Matchup set: Battle for Connecticut

It all fell into place: St. John’s won, Bridgeport won, the Whale lost in a shootout, Syracuse lost in regulation. The 3-6 match is Bridgeport-Hartford, a decade after that never-to-be conference final.

Updated, the full schedule:
Thursday: Game 1 at Bridgeport, 7 p.m.
Saturday, April 21: Game 2 at Bridgeport, 7 p.m.
Sunday, April 22: Game 3 at Hartford, 5 p.m.
x-Wednesday, April 25: Game 4 at Hartford, 7 p.m.
x-Saturday, April 28: Game 5 at Bridgeport, 7 p.m.
x-If necessary

….

Edit: I’ll just use this for postgame stuff, I guess.

“You’ve got to find a way to bend but not break,” Rhett Rakhshani said. That way has often been to let Kevin Poulin see the shots coming at him. It worked OK again tonight.

The Bruins needed two points. They came after Bridgeport in the third. “You could tell they had energy. They had us back on our heels,” Poulin said. “It took two minutes to shake that off and come back.”

They thought they had a couple of goals. One, he apparently had covered near the post in the second; another, in the third, trickled in after the whistle; he said he had it covered, then slashed out from under his glove after Marcus Vinnerborg blew it dead.

“Poulin made big saves all game long,” Brent Thompson said. “The first, the second, and he was really good in the third.”

But you could say that most nights since New Year’s, and they’ve won themselves a banner.

….

Thompson said to expect Kenny Reiter tomorrow, ending Poulin’s consecutive-starts streak at a regular-season team-record 12. It looked as if the team bus might be dropping a few guys off at home on the way out to Pennsylvania, too. “We still want to win,” Thompson said. “We want our young guys to get a chance in different situations.”

I neglected to ask Thompson, running for the bus, for his impressions of Jordie Johnston’s pro debut, but he played some good minutes at times.

A different kind of replay scoreboard: Providence didn’t show Bridgeport’s goals on the big screen, but the Bridgeport no-goal was replayed at least five times while the officials deliberated, and the puck trickling under Poulin after the whistle got at least three looks. Hey, that Wishart wrister might’ve incited the crowd.

The Whale finished their shootout loss a couple of seconds earlier, so technically that’s what… ah, six of one.

Prescout. Despite that, the Penguins are now locked into fourth; Hershey’s locked into fifth. St. John’s is locked into second. All that’s left is seventh and eighth. I’d give you lots of math, but I’m racing the clock and a bad computer.

Cory Conacher is the AHL’s Most Valuable Player. Norfolk won most of the major awards. But not all. Dustin Tokarski: slacker.

Binghamton and Ottawa appear to be sticking together.

Maybe more after the drive. If not, more tomorrow.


Aim of the exercise: Copy each line below in which the string "annotation" appears.

Material provided Block Start

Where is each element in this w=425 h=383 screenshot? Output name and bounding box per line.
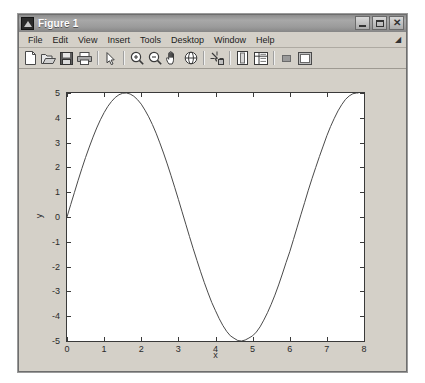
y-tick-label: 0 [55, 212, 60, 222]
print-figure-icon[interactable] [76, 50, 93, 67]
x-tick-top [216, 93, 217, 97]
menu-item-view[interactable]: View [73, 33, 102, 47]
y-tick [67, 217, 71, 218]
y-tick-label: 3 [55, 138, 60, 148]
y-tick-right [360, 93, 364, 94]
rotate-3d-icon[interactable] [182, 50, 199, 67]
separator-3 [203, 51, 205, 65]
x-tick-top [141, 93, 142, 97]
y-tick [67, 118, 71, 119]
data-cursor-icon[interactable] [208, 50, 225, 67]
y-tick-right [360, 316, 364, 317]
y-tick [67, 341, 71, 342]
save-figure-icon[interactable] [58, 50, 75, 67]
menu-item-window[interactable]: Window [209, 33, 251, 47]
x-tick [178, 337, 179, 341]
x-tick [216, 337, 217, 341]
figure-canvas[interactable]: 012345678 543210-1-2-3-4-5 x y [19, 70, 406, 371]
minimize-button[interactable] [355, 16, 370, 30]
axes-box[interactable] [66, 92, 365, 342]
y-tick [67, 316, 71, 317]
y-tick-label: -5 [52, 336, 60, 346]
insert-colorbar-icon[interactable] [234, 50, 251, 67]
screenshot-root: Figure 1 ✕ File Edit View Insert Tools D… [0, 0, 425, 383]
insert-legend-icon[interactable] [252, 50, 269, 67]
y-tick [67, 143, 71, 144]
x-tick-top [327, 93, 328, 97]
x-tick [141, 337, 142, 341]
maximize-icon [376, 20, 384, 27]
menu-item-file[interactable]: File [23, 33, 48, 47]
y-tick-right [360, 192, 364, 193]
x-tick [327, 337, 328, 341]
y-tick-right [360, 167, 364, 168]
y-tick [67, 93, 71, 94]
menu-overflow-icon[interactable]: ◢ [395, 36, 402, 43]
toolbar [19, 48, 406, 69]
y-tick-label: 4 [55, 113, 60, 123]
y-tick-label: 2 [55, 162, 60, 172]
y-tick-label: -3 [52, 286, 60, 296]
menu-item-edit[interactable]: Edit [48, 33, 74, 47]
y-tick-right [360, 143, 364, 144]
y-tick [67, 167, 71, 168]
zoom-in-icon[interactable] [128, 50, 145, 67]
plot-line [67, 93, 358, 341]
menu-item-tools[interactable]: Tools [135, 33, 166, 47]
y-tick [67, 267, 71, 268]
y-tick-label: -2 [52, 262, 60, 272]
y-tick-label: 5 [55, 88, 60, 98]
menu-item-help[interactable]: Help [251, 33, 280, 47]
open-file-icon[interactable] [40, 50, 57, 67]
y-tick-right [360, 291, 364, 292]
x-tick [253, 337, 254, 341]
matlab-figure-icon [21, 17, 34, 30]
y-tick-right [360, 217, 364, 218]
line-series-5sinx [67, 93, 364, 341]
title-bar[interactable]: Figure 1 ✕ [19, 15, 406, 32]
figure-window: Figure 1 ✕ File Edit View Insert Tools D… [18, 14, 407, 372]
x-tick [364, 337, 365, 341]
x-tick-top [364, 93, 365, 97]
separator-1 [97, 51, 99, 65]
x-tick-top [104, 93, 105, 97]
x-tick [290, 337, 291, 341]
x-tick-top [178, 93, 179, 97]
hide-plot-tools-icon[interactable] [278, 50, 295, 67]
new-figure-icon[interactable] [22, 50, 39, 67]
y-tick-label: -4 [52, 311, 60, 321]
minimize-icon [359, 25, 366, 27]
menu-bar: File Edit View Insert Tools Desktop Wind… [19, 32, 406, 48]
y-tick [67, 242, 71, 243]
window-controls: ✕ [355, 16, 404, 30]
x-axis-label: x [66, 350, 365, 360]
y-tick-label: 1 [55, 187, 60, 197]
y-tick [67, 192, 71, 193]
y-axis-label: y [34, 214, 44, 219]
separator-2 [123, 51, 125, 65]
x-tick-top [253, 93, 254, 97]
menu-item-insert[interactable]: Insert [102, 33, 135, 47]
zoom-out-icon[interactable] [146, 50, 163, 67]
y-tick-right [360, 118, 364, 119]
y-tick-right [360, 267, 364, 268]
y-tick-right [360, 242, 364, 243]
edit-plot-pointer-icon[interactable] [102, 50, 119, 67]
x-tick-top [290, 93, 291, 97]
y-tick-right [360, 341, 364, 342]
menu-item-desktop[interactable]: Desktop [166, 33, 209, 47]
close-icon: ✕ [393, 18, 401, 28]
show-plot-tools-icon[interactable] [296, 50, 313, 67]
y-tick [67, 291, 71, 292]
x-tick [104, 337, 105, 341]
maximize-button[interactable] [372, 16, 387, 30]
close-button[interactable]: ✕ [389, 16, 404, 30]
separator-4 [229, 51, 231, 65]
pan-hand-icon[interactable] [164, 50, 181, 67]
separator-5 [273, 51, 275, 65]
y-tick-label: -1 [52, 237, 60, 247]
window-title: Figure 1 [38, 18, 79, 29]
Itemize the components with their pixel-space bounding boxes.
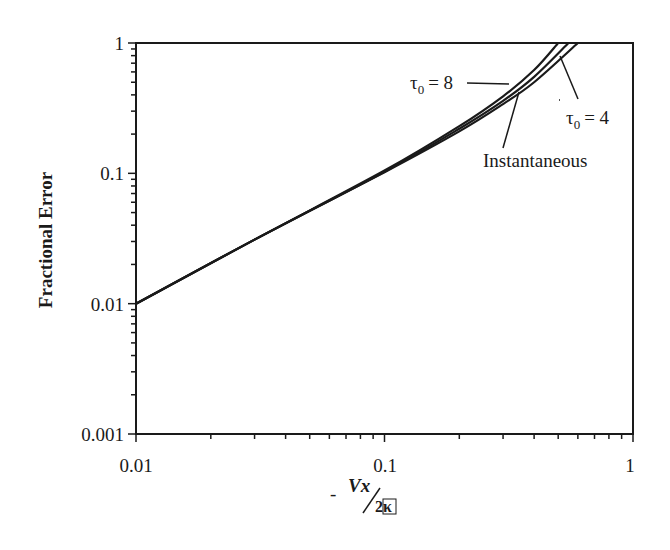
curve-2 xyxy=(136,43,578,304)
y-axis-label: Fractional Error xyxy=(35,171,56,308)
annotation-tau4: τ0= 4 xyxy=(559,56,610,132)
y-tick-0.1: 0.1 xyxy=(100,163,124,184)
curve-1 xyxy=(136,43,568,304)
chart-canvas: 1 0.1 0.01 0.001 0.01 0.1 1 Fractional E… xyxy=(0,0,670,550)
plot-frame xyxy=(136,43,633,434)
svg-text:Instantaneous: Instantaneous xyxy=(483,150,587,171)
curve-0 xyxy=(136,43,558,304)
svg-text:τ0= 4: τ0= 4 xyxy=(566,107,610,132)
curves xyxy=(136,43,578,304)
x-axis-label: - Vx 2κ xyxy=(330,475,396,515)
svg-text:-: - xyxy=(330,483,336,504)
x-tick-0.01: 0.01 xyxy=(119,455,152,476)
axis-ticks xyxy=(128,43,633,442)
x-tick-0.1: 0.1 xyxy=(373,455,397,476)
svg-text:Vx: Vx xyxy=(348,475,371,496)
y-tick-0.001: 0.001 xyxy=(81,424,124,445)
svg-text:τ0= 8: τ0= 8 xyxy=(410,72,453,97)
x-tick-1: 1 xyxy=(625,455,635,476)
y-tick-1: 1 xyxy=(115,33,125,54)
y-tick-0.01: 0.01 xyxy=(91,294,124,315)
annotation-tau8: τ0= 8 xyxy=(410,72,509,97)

Material provided Block End
Material provided Block Start

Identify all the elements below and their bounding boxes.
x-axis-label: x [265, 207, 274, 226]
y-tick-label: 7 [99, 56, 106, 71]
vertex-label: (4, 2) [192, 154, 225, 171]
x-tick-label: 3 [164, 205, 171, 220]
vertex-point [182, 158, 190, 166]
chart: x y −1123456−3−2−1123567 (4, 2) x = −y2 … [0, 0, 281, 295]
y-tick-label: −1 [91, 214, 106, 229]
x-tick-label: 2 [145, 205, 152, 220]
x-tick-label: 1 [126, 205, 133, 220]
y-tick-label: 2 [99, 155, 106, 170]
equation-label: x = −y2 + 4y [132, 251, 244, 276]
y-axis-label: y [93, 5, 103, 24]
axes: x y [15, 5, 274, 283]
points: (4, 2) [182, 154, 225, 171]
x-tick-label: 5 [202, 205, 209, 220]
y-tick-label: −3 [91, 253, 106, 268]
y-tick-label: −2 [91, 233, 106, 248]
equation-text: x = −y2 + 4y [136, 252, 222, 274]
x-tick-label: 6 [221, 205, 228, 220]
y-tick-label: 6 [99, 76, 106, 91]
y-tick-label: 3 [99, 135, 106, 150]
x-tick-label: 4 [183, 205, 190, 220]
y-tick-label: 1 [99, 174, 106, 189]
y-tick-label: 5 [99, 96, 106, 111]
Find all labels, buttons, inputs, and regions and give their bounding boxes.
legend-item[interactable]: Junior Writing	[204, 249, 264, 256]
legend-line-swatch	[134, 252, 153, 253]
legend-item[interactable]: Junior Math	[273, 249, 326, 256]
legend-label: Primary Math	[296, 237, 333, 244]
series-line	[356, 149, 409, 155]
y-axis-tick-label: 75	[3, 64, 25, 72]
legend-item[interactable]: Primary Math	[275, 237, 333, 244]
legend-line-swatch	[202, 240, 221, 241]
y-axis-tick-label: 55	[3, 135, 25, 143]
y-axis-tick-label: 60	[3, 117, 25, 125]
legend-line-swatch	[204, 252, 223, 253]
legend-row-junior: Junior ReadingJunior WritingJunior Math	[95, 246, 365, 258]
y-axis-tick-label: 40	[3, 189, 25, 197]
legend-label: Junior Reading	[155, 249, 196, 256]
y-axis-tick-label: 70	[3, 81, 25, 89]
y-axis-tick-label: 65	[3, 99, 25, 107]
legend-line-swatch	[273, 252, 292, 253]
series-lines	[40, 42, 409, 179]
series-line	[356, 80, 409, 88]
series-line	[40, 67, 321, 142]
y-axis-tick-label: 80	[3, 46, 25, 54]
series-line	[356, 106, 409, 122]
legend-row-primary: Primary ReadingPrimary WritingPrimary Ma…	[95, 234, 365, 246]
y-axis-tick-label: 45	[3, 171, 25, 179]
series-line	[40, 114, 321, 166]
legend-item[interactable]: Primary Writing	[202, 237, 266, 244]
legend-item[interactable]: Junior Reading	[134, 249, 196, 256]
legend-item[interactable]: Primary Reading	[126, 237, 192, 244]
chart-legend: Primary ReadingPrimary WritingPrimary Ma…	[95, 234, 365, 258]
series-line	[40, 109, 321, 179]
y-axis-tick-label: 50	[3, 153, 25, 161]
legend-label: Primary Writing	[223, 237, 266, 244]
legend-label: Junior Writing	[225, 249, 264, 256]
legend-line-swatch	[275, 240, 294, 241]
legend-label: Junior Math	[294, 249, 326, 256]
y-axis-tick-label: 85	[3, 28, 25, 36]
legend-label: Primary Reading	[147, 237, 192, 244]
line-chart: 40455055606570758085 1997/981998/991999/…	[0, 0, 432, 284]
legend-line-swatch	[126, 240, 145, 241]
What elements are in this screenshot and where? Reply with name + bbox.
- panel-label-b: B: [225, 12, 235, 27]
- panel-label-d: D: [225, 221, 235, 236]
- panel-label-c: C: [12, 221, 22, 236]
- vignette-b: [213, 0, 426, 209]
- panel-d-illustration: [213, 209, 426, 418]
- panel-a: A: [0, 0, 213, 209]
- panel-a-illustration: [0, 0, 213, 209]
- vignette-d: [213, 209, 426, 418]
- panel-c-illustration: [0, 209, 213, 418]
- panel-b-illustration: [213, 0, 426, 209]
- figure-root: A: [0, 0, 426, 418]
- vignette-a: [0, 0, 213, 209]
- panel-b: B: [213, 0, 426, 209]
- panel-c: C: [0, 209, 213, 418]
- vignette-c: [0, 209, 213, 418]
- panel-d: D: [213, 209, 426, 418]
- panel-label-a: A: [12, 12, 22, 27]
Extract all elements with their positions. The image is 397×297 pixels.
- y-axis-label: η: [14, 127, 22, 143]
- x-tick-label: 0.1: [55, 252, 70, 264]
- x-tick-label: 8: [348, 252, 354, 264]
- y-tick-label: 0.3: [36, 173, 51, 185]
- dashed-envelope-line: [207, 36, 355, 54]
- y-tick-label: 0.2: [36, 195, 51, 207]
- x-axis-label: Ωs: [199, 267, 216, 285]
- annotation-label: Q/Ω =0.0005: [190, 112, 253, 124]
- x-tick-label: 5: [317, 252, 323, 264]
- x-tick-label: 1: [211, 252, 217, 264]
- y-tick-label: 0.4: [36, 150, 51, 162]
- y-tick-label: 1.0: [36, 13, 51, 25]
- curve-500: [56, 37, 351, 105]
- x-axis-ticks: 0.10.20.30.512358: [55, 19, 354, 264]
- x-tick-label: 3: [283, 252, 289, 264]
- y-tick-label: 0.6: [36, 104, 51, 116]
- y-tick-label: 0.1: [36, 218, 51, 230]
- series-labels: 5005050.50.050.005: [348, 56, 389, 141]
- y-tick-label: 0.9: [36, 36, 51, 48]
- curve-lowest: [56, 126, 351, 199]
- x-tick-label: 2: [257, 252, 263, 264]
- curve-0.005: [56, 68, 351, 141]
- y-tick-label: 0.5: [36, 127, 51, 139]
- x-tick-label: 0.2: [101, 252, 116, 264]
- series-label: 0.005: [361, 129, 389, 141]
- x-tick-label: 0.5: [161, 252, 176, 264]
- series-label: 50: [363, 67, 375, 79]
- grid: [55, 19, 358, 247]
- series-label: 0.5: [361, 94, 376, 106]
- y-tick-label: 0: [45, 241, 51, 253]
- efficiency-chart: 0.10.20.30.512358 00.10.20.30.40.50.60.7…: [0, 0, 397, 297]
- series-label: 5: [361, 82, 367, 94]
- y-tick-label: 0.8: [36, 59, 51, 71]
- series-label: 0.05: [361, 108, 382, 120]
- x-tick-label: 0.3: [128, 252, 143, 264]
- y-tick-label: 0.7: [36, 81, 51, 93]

Material provided Block End
Material provided Block Start

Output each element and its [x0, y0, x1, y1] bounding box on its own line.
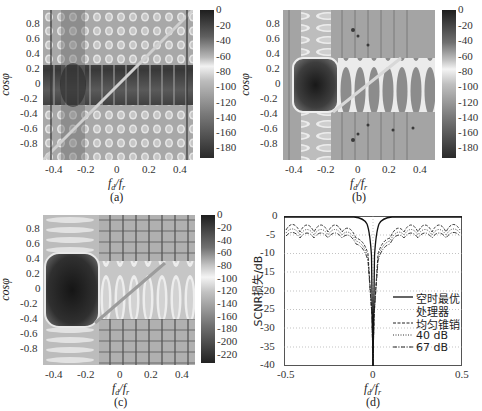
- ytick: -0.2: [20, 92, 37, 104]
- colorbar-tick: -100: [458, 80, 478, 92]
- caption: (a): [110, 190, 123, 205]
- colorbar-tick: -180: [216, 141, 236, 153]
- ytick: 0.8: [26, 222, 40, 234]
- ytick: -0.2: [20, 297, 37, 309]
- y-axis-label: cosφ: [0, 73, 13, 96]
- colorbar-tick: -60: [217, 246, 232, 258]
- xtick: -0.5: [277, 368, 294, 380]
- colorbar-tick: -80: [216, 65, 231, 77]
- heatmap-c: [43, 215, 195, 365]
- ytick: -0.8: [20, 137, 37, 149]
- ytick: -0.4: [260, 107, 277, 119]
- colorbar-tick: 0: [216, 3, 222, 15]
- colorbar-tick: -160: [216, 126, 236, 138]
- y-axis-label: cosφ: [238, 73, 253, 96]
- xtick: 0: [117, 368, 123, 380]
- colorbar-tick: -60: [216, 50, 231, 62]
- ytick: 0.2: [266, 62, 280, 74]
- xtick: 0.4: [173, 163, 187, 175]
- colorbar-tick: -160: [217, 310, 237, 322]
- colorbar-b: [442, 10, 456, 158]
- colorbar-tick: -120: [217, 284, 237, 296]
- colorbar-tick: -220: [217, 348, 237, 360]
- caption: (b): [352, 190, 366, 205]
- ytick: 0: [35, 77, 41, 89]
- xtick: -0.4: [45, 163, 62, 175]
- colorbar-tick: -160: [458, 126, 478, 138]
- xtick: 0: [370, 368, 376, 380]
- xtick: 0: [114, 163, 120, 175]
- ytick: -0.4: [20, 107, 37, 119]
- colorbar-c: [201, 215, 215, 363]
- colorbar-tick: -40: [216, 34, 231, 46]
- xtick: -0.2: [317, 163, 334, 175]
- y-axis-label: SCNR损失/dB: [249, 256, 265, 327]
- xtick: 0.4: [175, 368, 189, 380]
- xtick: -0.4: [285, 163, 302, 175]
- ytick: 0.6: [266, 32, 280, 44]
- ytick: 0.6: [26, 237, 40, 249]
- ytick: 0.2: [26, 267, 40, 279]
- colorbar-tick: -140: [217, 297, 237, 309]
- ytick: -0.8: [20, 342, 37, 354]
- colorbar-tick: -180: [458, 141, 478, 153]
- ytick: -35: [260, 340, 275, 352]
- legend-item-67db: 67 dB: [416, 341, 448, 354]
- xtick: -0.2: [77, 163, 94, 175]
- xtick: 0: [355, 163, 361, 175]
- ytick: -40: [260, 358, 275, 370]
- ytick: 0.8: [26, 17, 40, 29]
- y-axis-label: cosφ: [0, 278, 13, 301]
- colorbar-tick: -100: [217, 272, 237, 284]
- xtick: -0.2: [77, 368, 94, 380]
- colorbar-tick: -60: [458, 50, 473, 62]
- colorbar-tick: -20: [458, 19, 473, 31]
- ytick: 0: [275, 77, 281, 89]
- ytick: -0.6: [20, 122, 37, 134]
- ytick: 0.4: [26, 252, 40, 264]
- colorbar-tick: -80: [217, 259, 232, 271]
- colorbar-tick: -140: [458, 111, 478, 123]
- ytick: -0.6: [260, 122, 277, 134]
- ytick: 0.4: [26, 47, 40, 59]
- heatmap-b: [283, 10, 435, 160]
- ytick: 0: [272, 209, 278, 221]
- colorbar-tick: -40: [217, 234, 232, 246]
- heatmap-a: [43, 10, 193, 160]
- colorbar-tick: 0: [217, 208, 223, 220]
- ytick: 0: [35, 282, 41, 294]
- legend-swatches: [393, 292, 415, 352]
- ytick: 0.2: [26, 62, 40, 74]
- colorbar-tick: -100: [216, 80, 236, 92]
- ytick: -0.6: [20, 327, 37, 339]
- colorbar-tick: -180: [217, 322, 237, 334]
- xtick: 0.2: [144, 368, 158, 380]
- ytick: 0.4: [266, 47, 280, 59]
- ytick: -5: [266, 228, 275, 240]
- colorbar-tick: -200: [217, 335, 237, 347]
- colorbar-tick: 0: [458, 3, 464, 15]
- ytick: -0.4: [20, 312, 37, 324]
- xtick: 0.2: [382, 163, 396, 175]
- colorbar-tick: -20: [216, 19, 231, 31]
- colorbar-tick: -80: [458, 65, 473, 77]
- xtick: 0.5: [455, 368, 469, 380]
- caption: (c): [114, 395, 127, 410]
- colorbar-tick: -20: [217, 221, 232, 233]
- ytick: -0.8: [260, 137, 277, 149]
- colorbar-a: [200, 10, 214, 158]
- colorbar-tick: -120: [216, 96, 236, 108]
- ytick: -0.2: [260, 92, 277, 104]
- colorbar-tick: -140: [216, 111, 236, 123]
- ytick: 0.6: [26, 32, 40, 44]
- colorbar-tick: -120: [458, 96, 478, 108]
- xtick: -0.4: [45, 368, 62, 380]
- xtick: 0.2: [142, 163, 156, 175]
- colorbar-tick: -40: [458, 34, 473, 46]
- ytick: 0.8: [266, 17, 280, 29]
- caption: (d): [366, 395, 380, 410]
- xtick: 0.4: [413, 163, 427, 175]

Material provided Block End

Response for this exercise:
annotation-tau4: τ0= 4 xyxy=(559,56,610,132)
annotation-tau8: τ0= 8 xyxy=(410,72,509,97)
- annotation-label: Q/Ω =0.0005: [190, 112, 253, 124]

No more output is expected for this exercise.